*WHAT IS EXPECTED*.
Please return every entry below exactly as written, without any of its pictures.

(Source records)
--- START ---

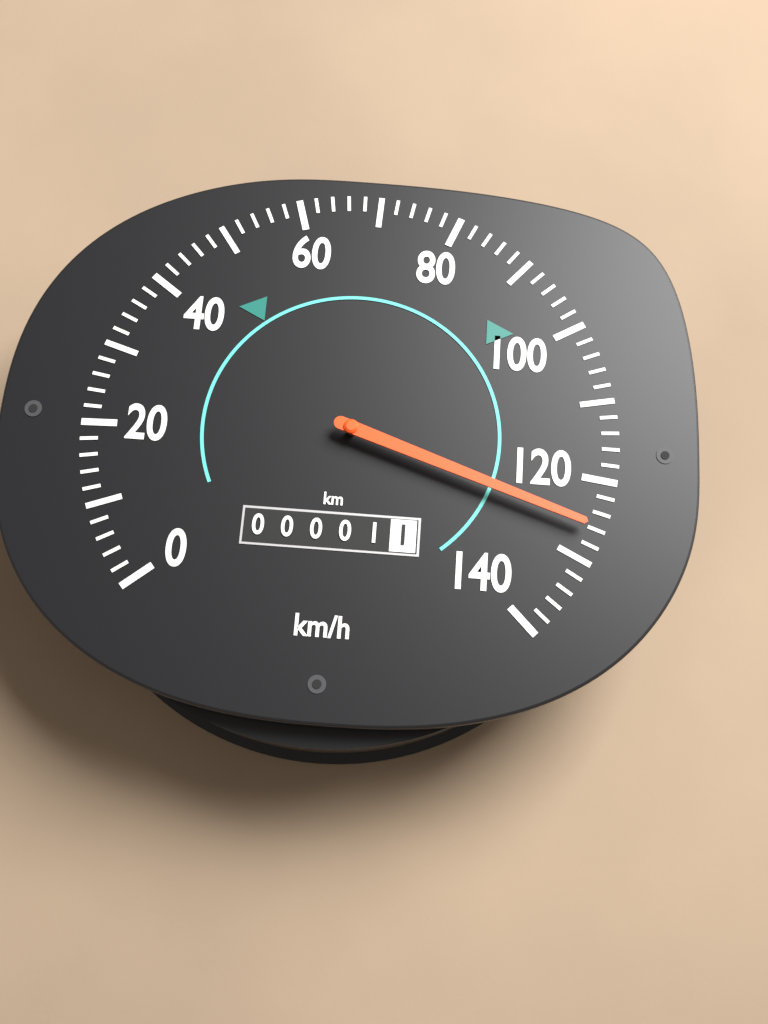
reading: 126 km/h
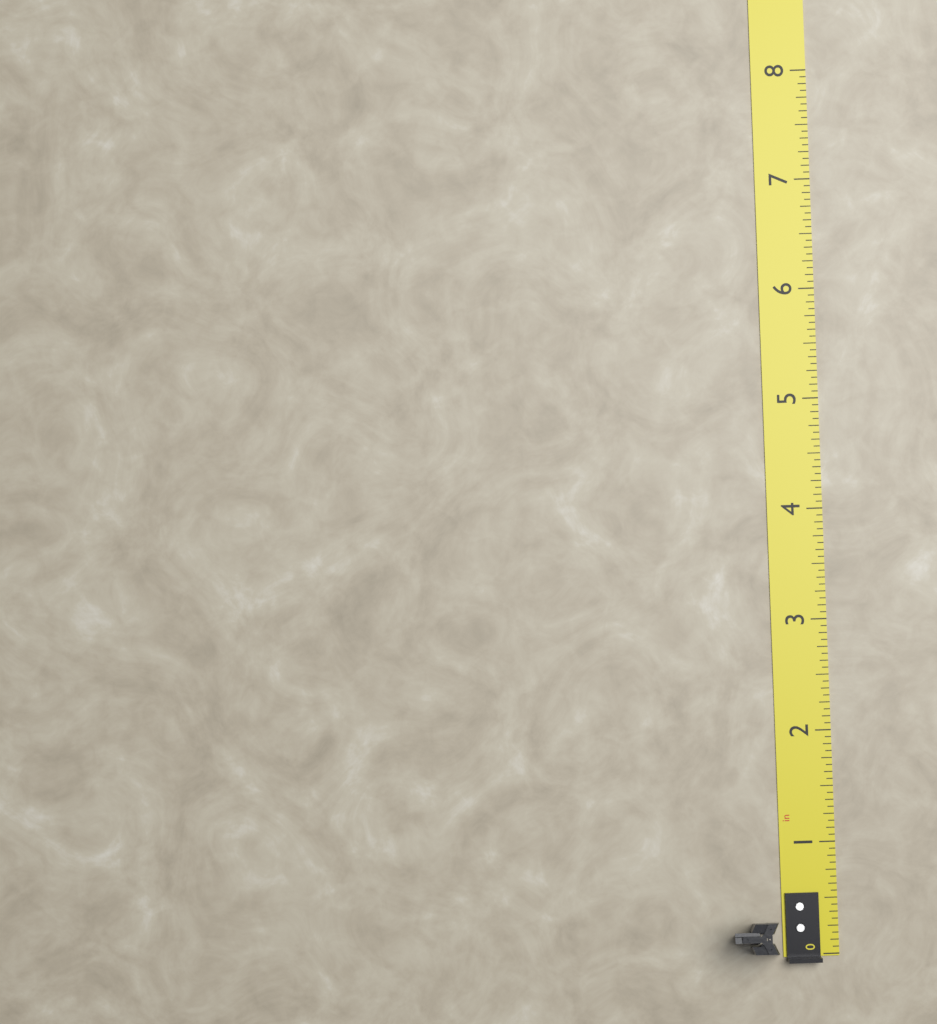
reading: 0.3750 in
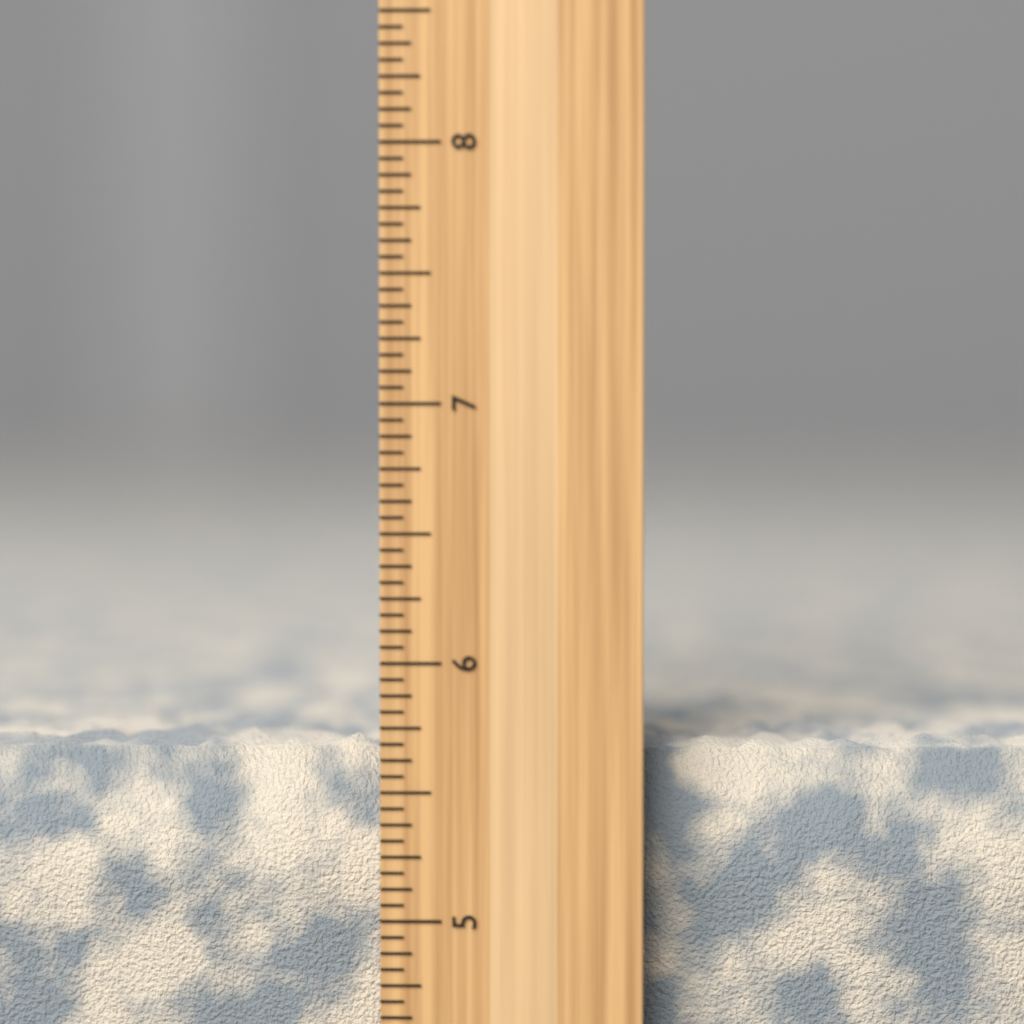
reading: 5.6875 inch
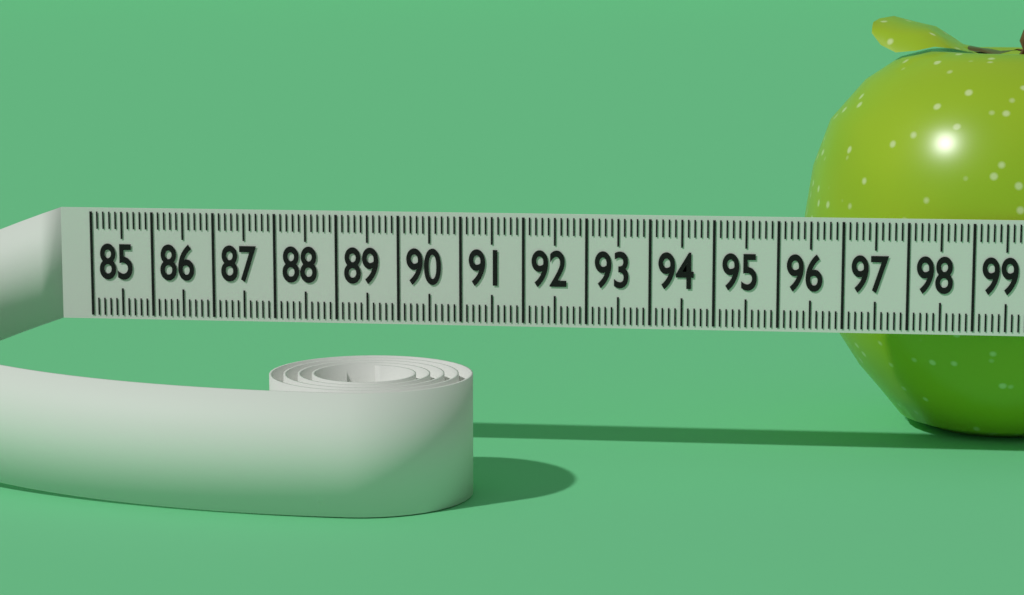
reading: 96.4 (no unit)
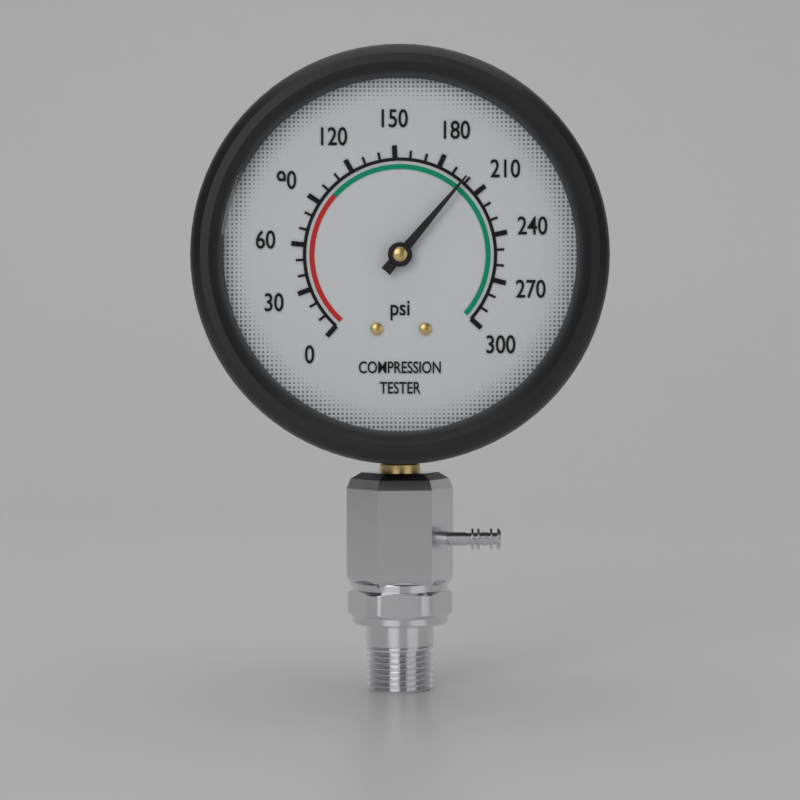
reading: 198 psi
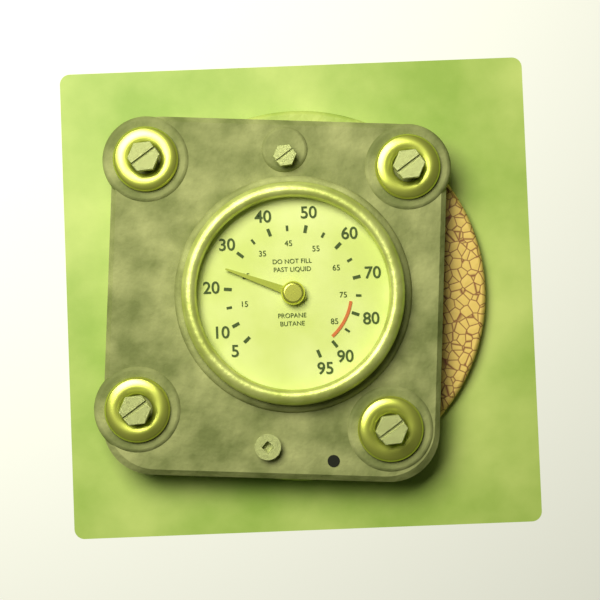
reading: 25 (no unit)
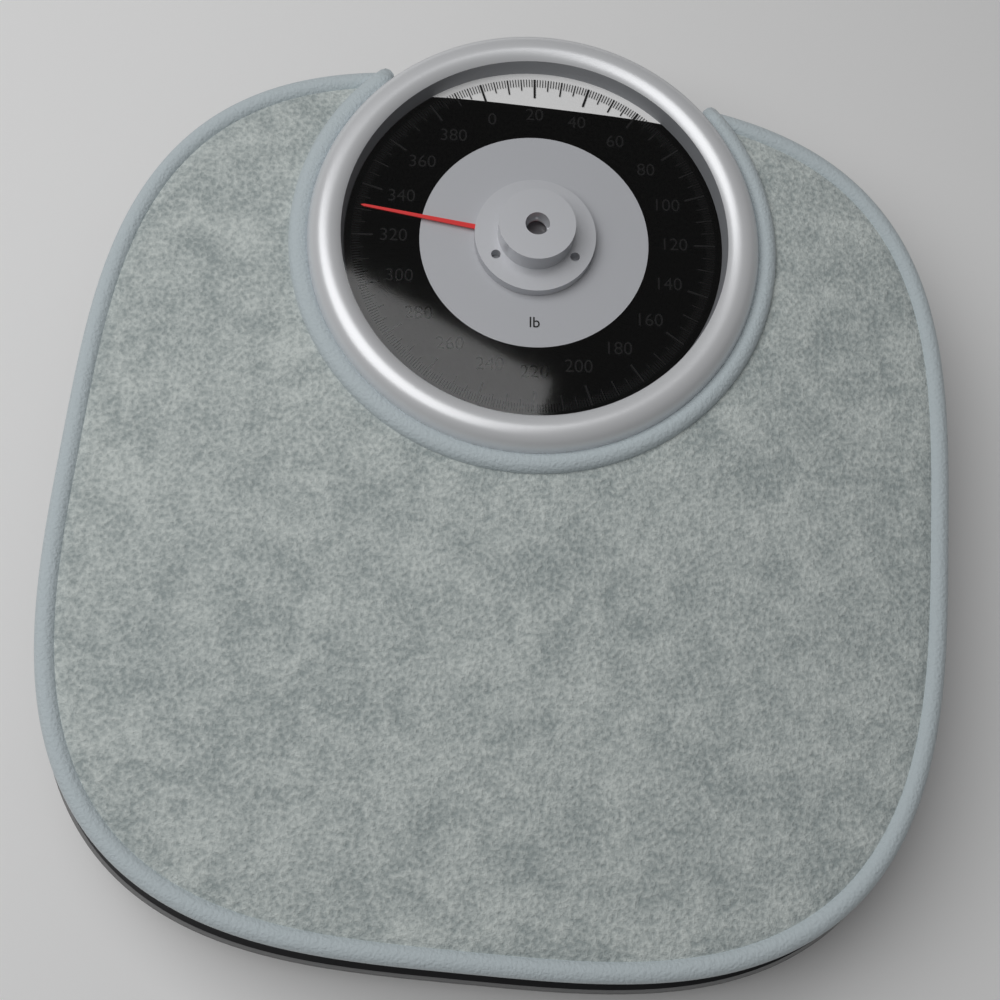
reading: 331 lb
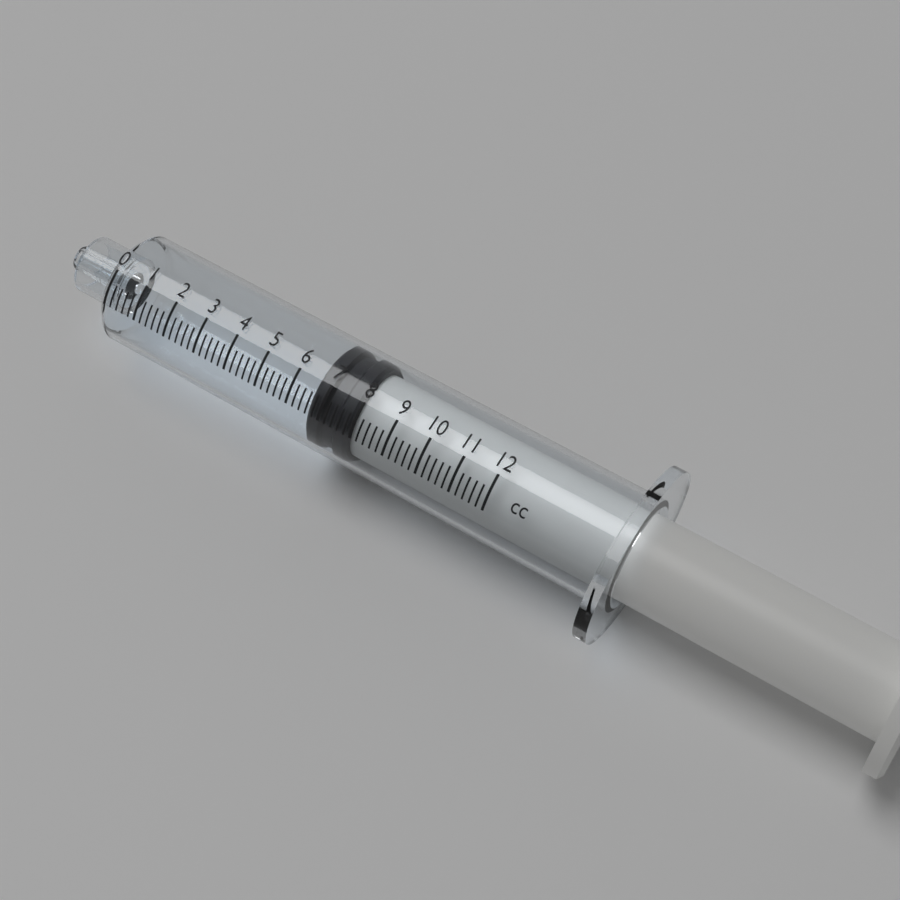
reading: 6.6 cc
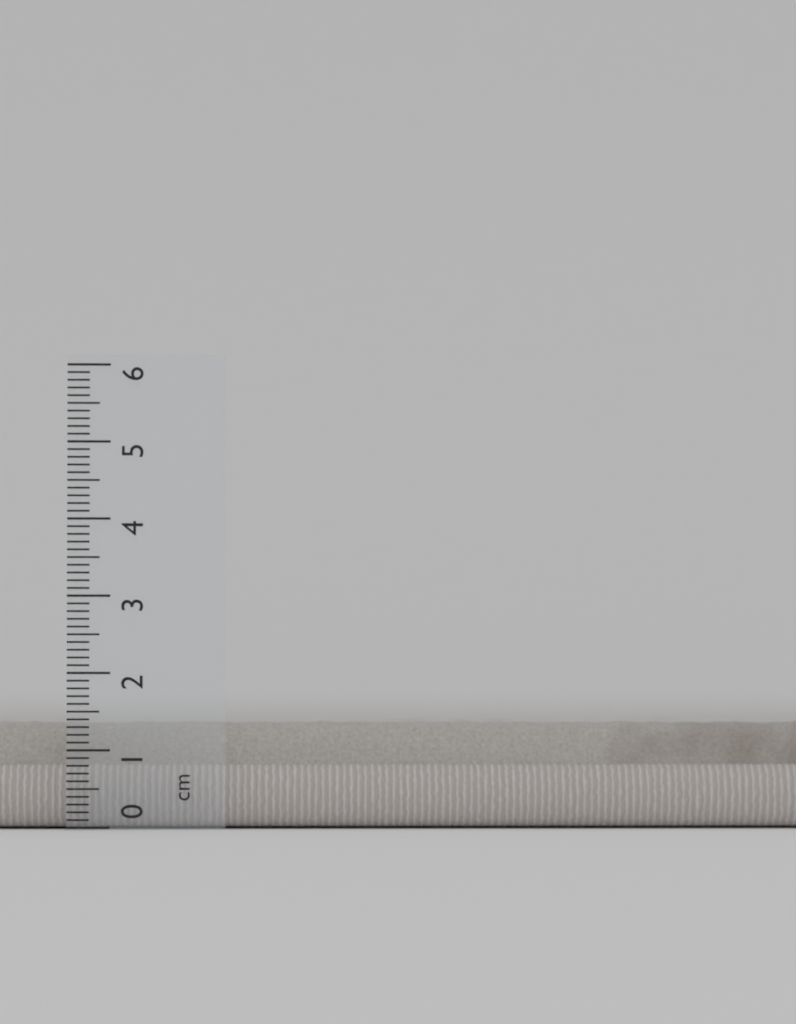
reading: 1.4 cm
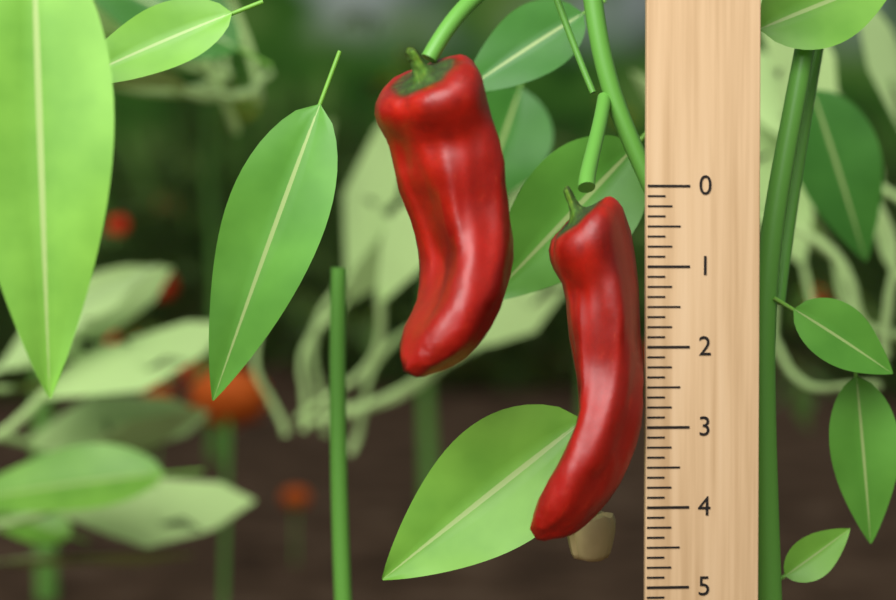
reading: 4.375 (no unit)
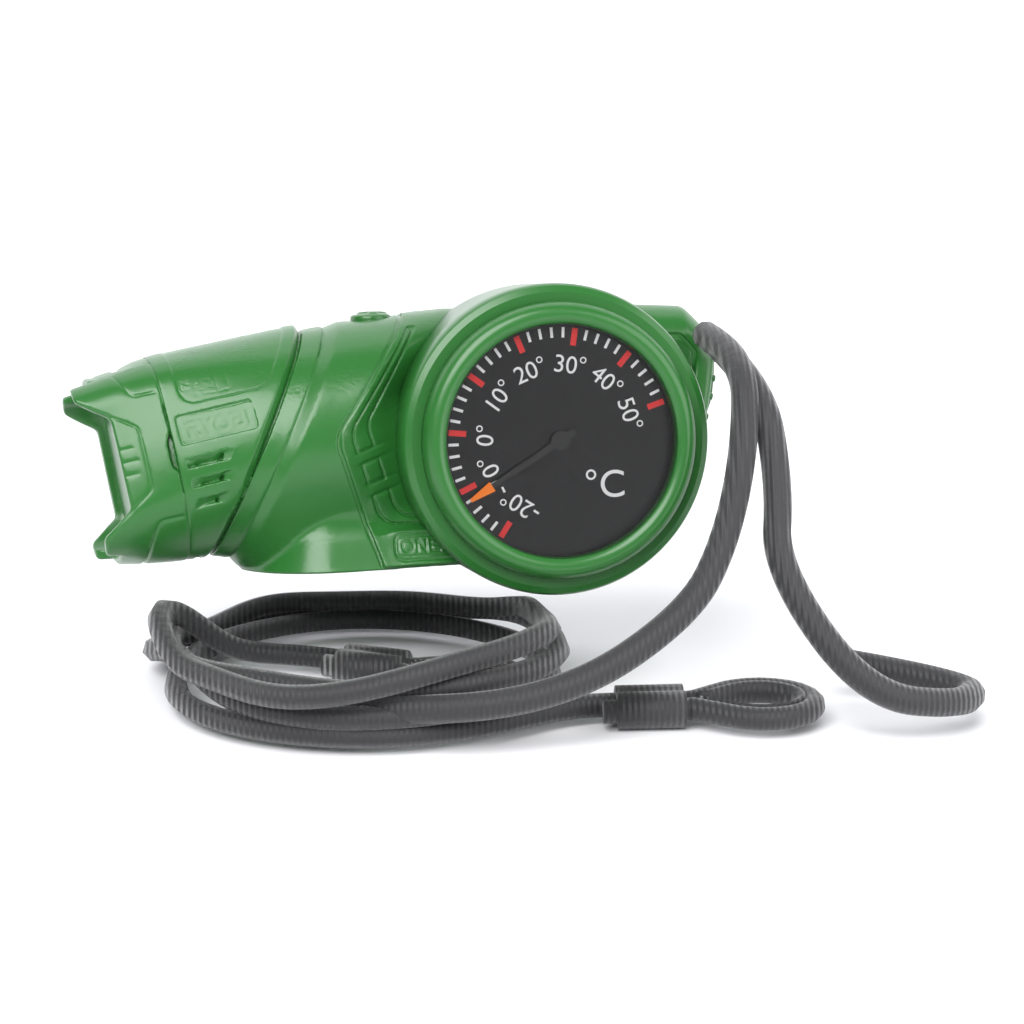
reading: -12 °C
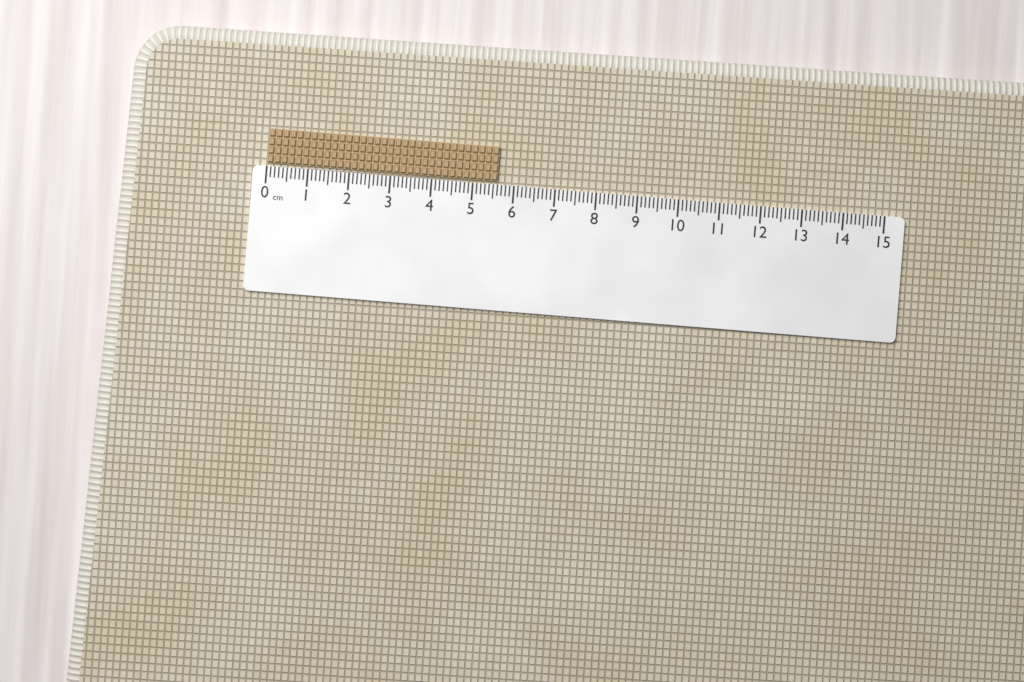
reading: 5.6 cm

--- END ---

*TASK OUTPUT*.
reading: 126 km/h
reading: 0.3750 in
reading: 5.6875 inch
reading: 96.4 (no unit)
reading: 198 psi
reading: 25 (no unit)
reading: 331 lb
reading: 6.6 cc
reading: 1.4 cm
reading: 4.375 (no unit)
reading: -12 °C
reading: 5.6 cm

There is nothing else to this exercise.